Authorship: Who created the data and what are their credentials?
Content: Is the data accurate and were the right methodologies applied for the research question?
Date: How current is the data?
Peer-reviewed: Where was the data published? Has it been reviewed?
When the statistics you seek have not been gathered by government or non-profit agencies you may have better luck locating the information in an article. Here are some databases that are good places to start your search.
Search Tip: Combine search words for your topic of interest with the specific term for the type of statistical information such as : Incidence; Prevalence; Morbidity; Mortality; Utilization.
Citations and abstracts of scholarly, peer-reviewed articles and professional association news and information for thousands of publications. Most comprehensive nursing and allied health database. CINAHL covers nursing, biomedicine, alternative/complementary medicine, consumer health and 17 allied health disciplines.
The premier full-text medical database. Contains scholarly articles on all health sciences topics.
PubMed is one of the largest biomedical databases available (created by the National Library of Medicine in the US). It gives bibliographic access to the contents of journals, and you can search by author, subject headings and keywords.
Some subject headings to search in PubMed:
You can explode these terms or select individual headings from their tree.
Combine these terms with your subject:
eg myocardial infarction AND vital statistics or search your Thesaurus term and add a subheading such as:
Then combine your term with the Subject heading United States.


— Prompt —
Say how many lines of the listing below hold the word "positions". Give only that number.

— Supplied records —
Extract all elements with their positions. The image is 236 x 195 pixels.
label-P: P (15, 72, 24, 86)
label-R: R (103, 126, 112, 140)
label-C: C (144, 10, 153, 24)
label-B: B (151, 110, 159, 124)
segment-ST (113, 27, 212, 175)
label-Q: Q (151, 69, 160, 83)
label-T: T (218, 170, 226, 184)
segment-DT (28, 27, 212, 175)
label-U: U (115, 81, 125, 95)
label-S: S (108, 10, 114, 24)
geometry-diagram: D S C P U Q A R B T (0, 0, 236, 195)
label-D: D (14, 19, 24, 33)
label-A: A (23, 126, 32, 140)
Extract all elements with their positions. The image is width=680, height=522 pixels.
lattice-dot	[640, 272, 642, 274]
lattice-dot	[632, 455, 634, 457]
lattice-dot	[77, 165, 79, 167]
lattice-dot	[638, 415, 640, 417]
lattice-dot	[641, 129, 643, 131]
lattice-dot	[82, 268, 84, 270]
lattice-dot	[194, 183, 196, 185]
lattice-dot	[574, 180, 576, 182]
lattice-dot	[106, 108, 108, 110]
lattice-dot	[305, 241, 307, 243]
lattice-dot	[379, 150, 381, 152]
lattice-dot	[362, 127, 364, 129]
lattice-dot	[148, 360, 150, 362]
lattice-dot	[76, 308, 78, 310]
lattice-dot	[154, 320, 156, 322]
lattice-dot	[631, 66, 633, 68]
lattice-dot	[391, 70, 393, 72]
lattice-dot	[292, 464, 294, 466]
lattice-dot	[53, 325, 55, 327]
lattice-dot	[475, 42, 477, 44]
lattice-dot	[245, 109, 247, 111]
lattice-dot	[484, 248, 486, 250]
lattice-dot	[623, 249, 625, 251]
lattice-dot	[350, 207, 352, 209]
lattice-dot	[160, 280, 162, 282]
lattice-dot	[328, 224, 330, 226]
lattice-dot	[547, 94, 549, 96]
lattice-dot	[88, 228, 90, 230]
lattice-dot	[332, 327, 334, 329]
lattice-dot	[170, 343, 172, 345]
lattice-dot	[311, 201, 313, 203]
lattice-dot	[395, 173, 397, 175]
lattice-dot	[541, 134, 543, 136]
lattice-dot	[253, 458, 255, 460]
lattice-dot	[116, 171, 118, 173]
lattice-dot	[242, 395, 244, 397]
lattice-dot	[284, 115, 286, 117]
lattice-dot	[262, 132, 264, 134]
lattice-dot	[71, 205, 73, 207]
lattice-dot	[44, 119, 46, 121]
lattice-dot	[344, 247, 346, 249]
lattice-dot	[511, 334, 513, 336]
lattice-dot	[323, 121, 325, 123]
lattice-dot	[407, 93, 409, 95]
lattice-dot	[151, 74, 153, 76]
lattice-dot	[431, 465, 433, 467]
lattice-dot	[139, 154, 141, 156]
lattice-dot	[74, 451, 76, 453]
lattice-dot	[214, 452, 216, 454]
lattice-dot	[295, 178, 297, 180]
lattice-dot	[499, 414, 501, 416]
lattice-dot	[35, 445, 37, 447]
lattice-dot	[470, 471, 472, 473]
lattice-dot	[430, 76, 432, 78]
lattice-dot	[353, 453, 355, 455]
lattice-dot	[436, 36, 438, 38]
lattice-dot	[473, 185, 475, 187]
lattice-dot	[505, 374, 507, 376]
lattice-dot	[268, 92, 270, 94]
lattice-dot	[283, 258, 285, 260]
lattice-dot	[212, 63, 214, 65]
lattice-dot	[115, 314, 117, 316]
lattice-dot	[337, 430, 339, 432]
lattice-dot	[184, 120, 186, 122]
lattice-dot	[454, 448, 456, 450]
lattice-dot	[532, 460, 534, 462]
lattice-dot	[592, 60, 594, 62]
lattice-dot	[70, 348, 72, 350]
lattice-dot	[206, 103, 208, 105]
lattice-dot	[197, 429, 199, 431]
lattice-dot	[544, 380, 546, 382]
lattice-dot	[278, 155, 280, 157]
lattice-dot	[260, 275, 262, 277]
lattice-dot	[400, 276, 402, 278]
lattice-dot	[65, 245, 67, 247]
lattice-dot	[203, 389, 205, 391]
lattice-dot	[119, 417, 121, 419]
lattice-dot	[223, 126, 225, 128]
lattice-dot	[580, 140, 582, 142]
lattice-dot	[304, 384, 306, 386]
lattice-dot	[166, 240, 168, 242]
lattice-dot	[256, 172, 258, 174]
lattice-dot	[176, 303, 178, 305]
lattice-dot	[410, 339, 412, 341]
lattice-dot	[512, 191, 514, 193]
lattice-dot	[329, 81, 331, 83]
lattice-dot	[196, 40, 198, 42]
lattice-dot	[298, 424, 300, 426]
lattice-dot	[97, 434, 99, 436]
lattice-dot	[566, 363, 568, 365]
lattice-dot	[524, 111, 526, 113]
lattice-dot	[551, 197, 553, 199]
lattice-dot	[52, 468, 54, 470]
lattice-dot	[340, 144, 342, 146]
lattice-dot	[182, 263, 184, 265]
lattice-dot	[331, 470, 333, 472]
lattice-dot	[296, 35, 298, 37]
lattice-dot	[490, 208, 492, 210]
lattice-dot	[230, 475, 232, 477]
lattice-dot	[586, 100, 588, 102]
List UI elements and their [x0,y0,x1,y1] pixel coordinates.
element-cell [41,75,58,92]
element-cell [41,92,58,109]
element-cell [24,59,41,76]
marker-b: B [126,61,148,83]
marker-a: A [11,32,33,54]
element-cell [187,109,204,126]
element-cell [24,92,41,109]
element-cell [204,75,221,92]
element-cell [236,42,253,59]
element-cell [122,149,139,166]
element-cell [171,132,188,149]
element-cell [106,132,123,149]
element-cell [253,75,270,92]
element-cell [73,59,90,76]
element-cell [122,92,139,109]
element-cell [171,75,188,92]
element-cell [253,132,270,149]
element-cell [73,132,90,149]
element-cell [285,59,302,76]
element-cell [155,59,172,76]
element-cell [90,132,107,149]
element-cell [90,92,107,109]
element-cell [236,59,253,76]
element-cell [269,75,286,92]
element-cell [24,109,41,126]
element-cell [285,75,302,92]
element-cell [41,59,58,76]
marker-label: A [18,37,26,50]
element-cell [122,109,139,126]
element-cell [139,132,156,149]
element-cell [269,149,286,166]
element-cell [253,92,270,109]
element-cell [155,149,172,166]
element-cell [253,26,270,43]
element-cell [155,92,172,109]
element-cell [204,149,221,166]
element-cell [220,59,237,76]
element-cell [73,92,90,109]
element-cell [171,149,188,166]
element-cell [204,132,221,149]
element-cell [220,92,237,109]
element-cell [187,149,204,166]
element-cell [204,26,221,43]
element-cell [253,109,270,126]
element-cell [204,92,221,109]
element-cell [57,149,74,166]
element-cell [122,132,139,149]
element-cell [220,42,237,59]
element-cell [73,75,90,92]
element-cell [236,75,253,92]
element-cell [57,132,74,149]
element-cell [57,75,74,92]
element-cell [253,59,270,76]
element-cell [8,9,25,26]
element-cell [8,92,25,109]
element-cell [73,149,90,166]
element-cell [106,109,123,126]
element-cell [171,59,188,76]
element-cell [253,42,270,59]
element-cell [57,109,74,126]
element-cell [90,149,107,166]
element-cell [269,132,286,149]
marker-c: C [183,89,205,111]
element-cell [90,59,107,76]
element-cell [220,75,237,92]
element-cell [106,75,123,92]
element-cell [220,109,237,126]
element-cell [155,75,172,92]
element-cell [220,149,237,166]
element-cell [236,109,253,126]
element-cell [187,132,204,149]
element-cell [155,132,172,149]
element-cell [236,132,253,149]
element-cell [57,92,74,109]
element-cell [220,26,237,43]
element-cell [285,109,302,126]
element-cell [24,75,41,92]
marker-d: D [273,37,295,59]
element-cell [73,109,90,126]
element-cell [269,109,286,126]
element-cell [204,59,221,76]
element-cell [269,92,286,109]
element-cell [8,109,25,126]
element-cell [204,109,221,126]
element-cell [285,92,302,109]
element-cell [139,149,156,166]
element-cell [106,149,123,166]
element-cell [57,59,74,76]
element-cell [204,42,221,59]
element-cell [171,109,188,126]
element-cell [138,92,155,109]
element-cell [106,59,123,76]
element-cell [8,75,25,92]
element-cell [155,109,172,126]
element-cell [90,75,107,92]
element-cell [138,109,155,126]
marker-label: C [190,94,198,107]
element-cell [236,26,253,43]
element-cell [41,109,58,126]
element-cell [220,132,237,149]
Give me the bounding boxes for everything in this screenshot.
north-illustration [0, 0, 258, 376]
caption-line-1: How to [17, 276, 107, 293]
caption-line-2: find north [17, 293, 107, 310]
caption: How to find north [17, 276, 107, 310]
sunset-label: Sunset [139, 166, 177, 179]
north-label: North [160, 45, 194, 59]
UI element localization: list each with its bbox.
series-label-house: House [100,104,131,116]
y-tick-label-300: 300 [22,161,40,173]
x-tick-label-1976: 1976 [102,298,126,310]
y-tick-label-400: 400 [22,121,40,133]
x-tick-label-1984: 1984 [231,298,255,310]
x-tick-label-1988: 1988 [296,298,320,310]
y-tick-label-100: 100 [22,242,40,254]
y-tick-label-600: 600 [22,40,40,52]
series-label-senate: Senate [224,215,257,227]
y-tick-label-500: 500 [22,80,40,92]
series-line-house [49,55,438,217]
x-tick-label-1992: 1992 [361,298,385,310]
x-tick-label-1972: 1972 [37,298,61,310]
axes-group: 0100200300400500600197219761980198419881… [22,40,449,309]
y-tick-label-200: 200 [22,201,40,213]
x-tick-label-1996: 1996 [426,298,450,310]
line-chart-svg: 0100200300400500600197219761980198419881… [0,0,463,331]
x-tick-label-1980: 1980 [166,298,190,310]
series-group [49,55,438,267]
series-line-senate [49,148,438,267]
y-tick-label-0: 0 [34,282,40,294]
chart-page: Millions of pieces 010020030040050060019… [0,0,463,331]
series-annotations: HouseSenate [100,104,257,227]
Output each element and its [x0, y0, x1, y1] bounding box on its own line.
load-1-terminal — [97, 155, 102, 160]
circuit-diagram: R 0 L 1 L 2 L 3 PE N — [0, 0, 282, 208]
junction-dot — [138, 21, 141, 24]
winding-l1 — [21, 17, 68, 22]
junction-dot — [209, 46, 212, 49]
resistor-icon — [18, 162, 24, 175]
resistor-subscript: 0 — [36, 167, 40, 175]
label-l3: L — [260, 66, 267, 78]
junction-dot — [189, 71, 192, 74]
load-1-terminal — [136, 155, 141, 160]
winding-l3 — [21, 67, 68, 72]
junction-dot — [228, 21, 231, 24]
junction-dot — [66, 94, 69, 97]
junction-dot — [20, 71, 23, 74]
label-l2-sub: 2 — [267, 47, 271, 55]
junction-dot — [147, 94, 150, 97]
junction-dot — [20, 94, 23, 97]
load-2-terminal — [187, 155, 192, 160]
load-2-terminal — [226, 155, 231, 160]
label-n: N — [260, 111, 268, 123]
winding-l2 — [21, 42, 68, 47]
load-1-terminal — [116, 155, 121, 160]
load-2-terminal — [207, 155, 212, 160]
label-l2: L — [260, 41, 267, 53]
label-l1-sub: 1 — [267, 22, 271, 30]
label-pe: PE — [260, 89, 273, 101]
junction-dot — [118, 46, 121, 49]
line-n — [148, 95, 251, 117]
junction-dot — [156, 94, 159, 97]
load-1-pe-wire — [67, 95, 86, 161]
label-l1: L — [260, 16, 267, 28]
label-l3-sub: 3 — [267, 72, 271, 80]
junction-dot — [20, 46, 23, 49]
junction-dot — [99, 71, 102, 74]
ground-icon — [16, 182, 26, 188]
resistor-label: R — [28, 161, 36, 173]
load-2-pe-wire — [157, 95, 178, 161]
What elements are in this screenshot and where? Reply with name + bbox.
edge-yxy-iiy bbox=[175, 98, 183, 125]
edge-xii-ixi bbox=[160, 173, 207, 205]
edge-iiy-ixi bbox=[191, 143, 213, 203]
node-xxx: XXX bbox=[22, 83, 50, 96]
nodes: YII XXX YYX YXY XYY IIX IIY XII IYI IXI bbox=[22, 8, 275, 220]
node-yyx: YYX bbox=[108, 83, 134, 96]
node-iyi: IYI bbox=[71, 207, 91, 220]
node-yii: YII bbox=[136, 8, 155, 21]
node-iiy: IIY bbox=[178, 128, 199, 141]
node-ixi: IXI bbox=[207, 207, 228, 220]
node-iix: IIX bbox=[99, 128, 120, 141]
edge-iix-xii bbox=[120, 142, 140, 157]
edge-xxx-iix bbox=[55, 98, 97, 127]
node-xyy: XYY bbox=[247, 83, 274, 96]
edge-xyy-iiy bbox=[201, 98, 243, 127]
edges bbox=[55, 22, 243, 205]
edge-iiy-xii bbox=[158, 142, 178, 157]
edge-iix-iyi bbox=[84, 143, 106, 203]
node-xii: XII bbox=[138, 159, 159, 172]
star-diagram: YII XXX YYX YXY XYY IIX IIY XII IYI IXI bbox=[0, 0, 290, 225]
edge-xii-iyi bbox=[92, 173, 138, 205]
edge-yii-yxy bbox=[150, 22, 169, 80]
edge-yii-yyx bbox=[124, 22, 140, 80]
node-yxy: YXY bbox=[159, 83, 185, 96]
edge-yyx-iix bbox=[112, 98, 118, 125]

— Written solution —
2